Me

Robbi Pengelly/Index-Tribune

Sonoma artist Fred Parker goes for the grape in ‘last big’ show

Fred Parker knew the time for his “last hurrah” was hovering near, and when he discovered the Alley Gallery he knew he’d found the place to have it.

For many years creating new art and installing his own show was the goal at the top of his bucket list. “Where?” was the question, and the new gallery at the La Haye Art Center presented the answer.

Parker is in pretty much perfect health, yet he said he realizes time is getting shorter. “I’m 77 and I really wanted to do this before I go,” he said. He spent months working on the 22 new pieces that make up “My Last Big Syrah,” a play on words chosen because of the grape vine imagery in his new work.

Predominantly a landscape artist, Parker has painted more vineyards than he can remember. While working on them, he often fantasized about what it would be like to take a small section of a larger scene, maybe one vine or a few leaves, and make them the primary focus. So what better time than his one-man show to make this second dream a reality.

He first photographed 11 of these small scenes, made computer printouts of each and then painted on them with liquid acrylic ink and pastels. He calls these framed 9 by 13 inch paper originals the “first generation.” He then enlarged each of them onto 48-by 32-inch canvases, which he then painted on again, creating a “second generation.” The canvases are stretched on custom boards with rounded corners so they “float” on the wall, and are $3,500. The smaller pieces are $600.

He also made 12 sets of high quality prints of each of the 11 second generation originals, which he signed and put in handmade boxes from France, and is selling each for $600.

Parker has been on the Sonoma art scene since 1986, when he opened the Broadway Artists Gallery where he lived and worked until the space became unavailable in 2005. He then moved to his current live-in gallery and studio in Kenwood, Parker Fine Arts. He also serves as the resident artist for Deerfield Winery. He was Sonoma’s Treasured Artist of the Year in 1992, and for 15 years ran the now-defunct Press House Gallery at Buena Vista Winery.

Many art shows at the Alley Gallery last a weekend or two, but part of Parker’s dream was to show his work for five weeks, and to be onsite everyday, working on new paintings while awaiting visitors. He sets his easel just outside the gallery door, working in natural light and sometimes catches the eye of First Street East passersby, who glance down the alley just past the Sebastiani Theatre and decide to see what he’s up to.

He’s there six days a week, six hours a day, and he loves it. “I’m still energetic and I’m having a good time,” he said, and he’s happy about the sales he’s made, too.

When Parker was 46, he left a career as a successful curator at the Santa Barbara Art Museum to, he says, “devote the rest of my life to making my own art.” He had put on many shows for other artists, there and at Friends of Photography in Carmel and at UC Davis.

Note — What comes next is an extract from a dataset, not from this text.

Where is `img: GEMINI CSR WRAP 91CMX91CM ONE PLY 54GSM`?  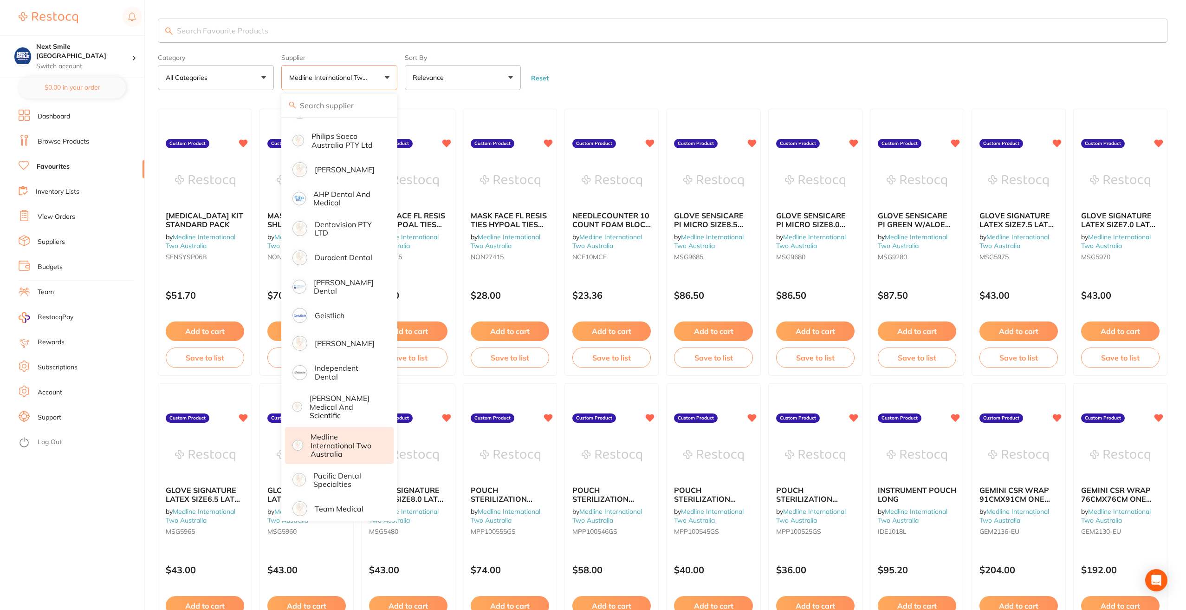 img: GEMINI CSR WRAP 91CMX91CM ONE PLY 54GSM is located at coordinates (1019, 455).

He wanted to concentrate on his own work, which has sustained him all these years.

“I seldom do a single media artwork,” he said. “Most of my artworks are combinations of media.” He integrates photography and computer images with his painting. “Instead of a blank canvas, I make and use a print as an "underpainting" and make it unique... another original.”

His work hangs in local collections at the di Rosa Museum in Napa, Homewood Winery, the Fairmont Sonoma Mission Inn and the El Pueblo Inn, as well as in museums in Pasadena, Santa Barbara, Kansas, Missouri, Ohio, Nebraska and Louisiana.

Parker has a longstanding association with the Kenwood Elementary School, where he been a volunteer art teacher and has arranged for other artists to teach there as well. He will donate a portion of his sales from this one-man show to support the school's art program he created.

“My Last Big Syrah” runs until Sept. 27, 2 to 8 pm, at the Alley Gallery at La Haye Art Center, 148 E. Napa St., Sonoma.